Hot Take:
Our post-pandemic recovery will dictate the course of climate change.
The tragedy of the COVID-19 crisis has taken much attention away from the threat of climate change, as institutions understandably devote time and resources to protecting lives and livelihoods.
Of course, the urgency of responding to the pandemic is arguably matched by the urgency of addressing climate change. Already, climate change is bringing on natural disasters that inflict billions of pounds in damage and loss to life and livelihoods.
In our attempts to repair the economic damage caused by COVID-19, a swift return to business as usual will be environmentally harmful, as seen around the world after the 2007– 08 financial crisis. The economic slowdown sharply reduced global greenhouse-gas emissions in 2009, but by 2010, emissions had reached a record high, largely because governments implemented measures to stimulate economies, with limited regard for the environmental consequences. The danger now is that the same pattern will repeat itself — but today the stakes are even higher. The period after the COVID-19 crisis will determine whether the world meets or misses the emissions goals of the 2015 Paris Agreement.
The simultaneity of the COVID-19 crisis and the climate challenge means that the post-pandemic recovery will be a decisive period for fending off climate change.
Post-pandemic relief must come in the form of low-carbon stimulus packages. We need to identify policies that deliver large economic multipliers, reasonably quickly, and also shift our emissions trajectory towards net zero. In assessing stimulus measures, policy makers must balance socioeconomic benefits (number of jobs created per sum of money spent, the GDP or gross-value-added etc.) and climate benefits (tons of greenhouse gases prevented or removed per year etc.).

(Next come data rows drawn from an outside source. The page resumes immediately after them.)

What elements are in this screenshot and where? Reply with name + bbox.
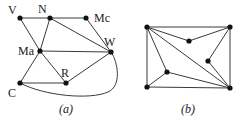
label-w: W [104, 35, 116, 49]
label-ma: Ma [18, 44, 35, 58]
node-w [108, 49, 113, 54]
edge-b1-b3 [147, 27, 189, 41]
label-c: C [8, 86, 16, 100]
edge-b6-b7 [147, 87, 230, 88]
graph-b: (b) [144, 24, 232, 116]
edge-ma-w [40, 51, 111, 52]
caption-a: (a) [59, 102, 73, 116]
node-c [17, 80, 22, 85]
label-n: N [38, 2, 47, 16]
node-b4 [205, 58, 210, 63]
edge-b5-b7 [167, 72, 230, 88]
node-v [17, 15, 22, 20]
node-b5 [164, 69, 169, 74]
node-b7 [227, 85, 232, 90]
node-b2 [227, 24, 232, 29]
label-mc: Mc [94, 11, 110, 25]
graph-figure: V N Mc Ma W R C (a) (b) [0, 0, 240, 124]
label-v: V [8, 3, 17, 17]
edge-n-ma [40, 18, 50, 51]
edge-b5-b6 [147, 72, 167, 87]
node-b3 [186, 38, 191, 43]
node-ma [37, 48, 42, 53]
node-b6 [144, 84, 149, 89]
node-b1 [144, 24, 149, 29]
edge-b1-b7 [147, 27, 230, 88]
edge-b3-b2 [189, 27, 230, 41]
node-r [63, 80, 68, 85]
label-r: R [61, 66, 69, 80]
edge-r-w [66, 52, 111, 83]
node-n [47, 15, 52, 20]
graph-a: V N Mc Ma W R C (a) [8, 2, 117, 116]
node-mc [83, 15, 88, 20]
edge-b2-b4 [208, 27, 230, 61]
caption-b: (b) [181, 102, 195, 116]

The following policy items look to be well-placed to contribute to achieving socioeconomic and climate goals and governments therefore, need to prioritise them
Invest in clean physical infrastructure:
- Build carbon-capture-and-storage infrastructure around large industrial clusters.
- Reinforce the electricity-distribution grid to support widespread electrification.
- Expand large and community scale energy storage.
- Accelerate the build of wind and solar-power generation capacity.
- Scale up electric-vehicle manufacturing and expand charging networks.
- Create rapid bus transit and urban rail projects.
- Develop infrastructure for active transport (such as bicycling lanes).
- Mandate all new homes must be built to the very highest standards; with heat pumps or district
- heat plus super-fast broadband.
- Re-design our towns and cities around the 20-minute neighbourhood model.
Invest in building efficiency retrofits:
- Improve industrial energy efficiency through such means as replacing equipment and upgrading waste-heat technologies.
- Retrofit houses to increase energy efficiency – for example, by installing heat pumps.
- Install smart-building systems, particularly in commercial property, to better manage heating, ventilation, air conditioning, lighting, and security.
Invest in education and training to address immediate unemployment from COVID-19 and structural unemployment from decarbonisation. Prioritise re-skilling in carbon negative sectors.
Investment in ecosystem regeneration including restoration of carbon-rich habitats and climate-friendly agriculture.
In many countries, efforts to provide economic relief and restart growth after the pandemic are well under way. McKinsey (2020) estimates that the G-20 nations have announced fiscal measures averaging 11 percent of GDP – three times the response to the 2008–09 financial crisis.
Since recovery efforts usually involve much higher public spending than governments lay out in non-crisis years, they can be leveraged to bring about extensive, lasting changes. A targeted low-carbon program could not only restart growth and hiring, it could usher in the environmentally sustainable new normal that is required.